Sweet Nothing
in me,” he says. “But I’m saving them up for when I really need them.”
    He asks about Lorena and Brianna, how they’re doing at the new place, and wonders if I’m lonely now that they’re gone. I admit that I’m not.
    “You get used to being by yourself,” I say.
    “Yeah, but that’s not the same as enjoying it,” he replies.
    I like the way we talk to each other. It feels honest. Things were different with Manuel. One of us always had to win. Husbands and wives do that, worry more about being right than being truthful. What goes on between Rudolfo and me is what I always imagined flirting would be like. It’s kind of a game. We hint at what’s inside us, each hoping the other picks up on the clues.
    I didn’t learn to flirt when I was young. I didn’t have time. One year after that party I was engaged to Manuel, and the last thing I wanted him to know were my secrets.
    A moth flutters against the bare lightbulb suspended above us, its wings tapping urgent messages on the thin glass. Rudolfo tells me about something funny that happened to him at Home Depot, how this guy swiped his shopping cart. It’s his story I’m laughing at when he finishes, but I’m also happy to be here with this handsome man, drinking this beer, listening to this music. It feels like there are bubbles in my blood.
    A song my mom used to play comes on the radio.
    “Hey,” I say. “Let’s dance.”
    “I don’t know, it’s been years,” Rudolfo says.
    “Come on.” I stand and wiggle my hips, reach out for him.
    He puts down his beer and wraps his arms around me. I pull him close and whisper the lyrics to the song in his ear as we sway so smoothly together. You forget what that feels like. It seems impossible, but you do.
    “Blanca,” he says.
    “Mmmmmm?” I reply.
    “I’m seeing a lady in Pacoima.”
    “Shhh,” I say.
    “I’ve been seeing her for years.”
    “Shhh.”
    I lay my head on his chest, listen to his heart. Sawdust and smoke swirl around us. Qué bonita amor, goes the song, qué bonita cielo, qué bonita luna, qué bonita sol . God wants to see me cry. He must have His reasons. But for now, Lord, please, give me just one more minute. One more minute of this.

The Wolf of Bordeaux
    For Patricia Barbe-Girault
    THE NEWSPAPERS CALLED HIM “the Wolf,” but his real name was Armand, or perhaps Louis. He gave both when he was captured. He didn’t look like a wolf; he looked like a schoolteacher or a customs agent, a clerk of some sort. His hands were soft, his pale eyes unremarkable, and he barely cast a shadow when a light was shined upon him. The authorities said he’d murdered eight children.
    “Do you believe them?” he asked me once.
    “If they say it’s so, it must be so,” I replied.
    “But of course,” he said.
    “Shut your mouth,” I said.
    He dwelled in darkness during his stay in Fort du Hâ, entombed deep in a section of the prison that we called the pit, locked in a dank, miserable cell far from the other inmates. How he wailed when they first brought him in, how he raved, sending up mad, desperate prayers to the saints, then working his way through various devils. He beat his fists bloody on the stones, tore out his hair, and covered himself with his filth.
    “A light! A light! Mother! Father! A light!”
    I couldn’t bear to hear it, had nightmares even, so I offered him a deal: If he’d remain quiet while I was on duty, I’d open the feeding slot in the door of his cell and hang a lantern near it. He readily agreed, and for part of the day, at least, his blackness was broken, and he could see the hell he’d tumbled into.
      
    HE ANGERS ME, I told my commander.
    Not for long, my commander replied, drawing a finger across his throat. Justice will be swift.
    He scares me, I told my wife.
    Shhh, my wife replied. The children can hear you.
    He knows me, I told my priest.
    Only God knows you, my priest replied, while demons seek to deceive.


◆ What the task asks
Without the pictures, give the listing below again exactly.

◆ Given records
----

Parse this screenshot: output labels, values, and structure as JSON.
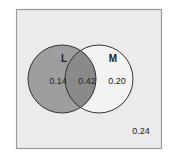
{
  "diagram": {
    "type": "venn",
    "sets": [
      {
        "id": "L",
        "label": "L",
        "only_value": "0.14"
      },
      {
        "id": "M",
        "label": "M",
        "only_value": "0.20"
      }
    ],
    "intersection_value": "0.42",
    "outside_value": "0.24",
    "colors": {
      "background_box": "#ebebeb",
      "box_border": "#9a9a9a",
      "circle_L_fill": "#9e9e9e",
      "intersection_fill": "#8a8a8a",
      "circle_M_fill": "#f3f3f3",
      "outline": "#333333"
    }
  }
}
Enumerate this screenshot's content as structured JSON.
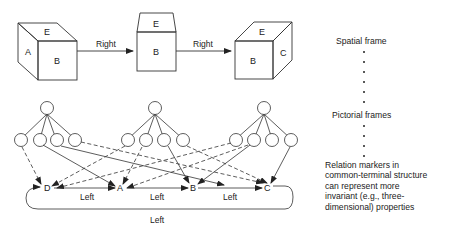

----

◆ Response box
Parse this screenshot: output labels, values, and structure as JSON.
{
  "diagram": {
    "type": "venn",
    "sets": [
      {
        "id": "L",
        "label": "L",
        "only_value": "0.14"
      },
      {
        "id": "M",
        "label": "M",
        "only_value": "0.20"
      }
    ],
    "intersection_value": "0.42",
    "outside_value": "0.24",
    "colors": {
      "background_box": "#ebebeb",
      "box_border": "#9a9a9a",
      "circle_L_fill": "#9e9e9e",
      "intersection_fill": "#8a8a8a",
      "circle_M_fill": "#f3f3f3",
      "outline": "#333333"
    }
  }
}
Enumerate this screenshot's content as structured JSON.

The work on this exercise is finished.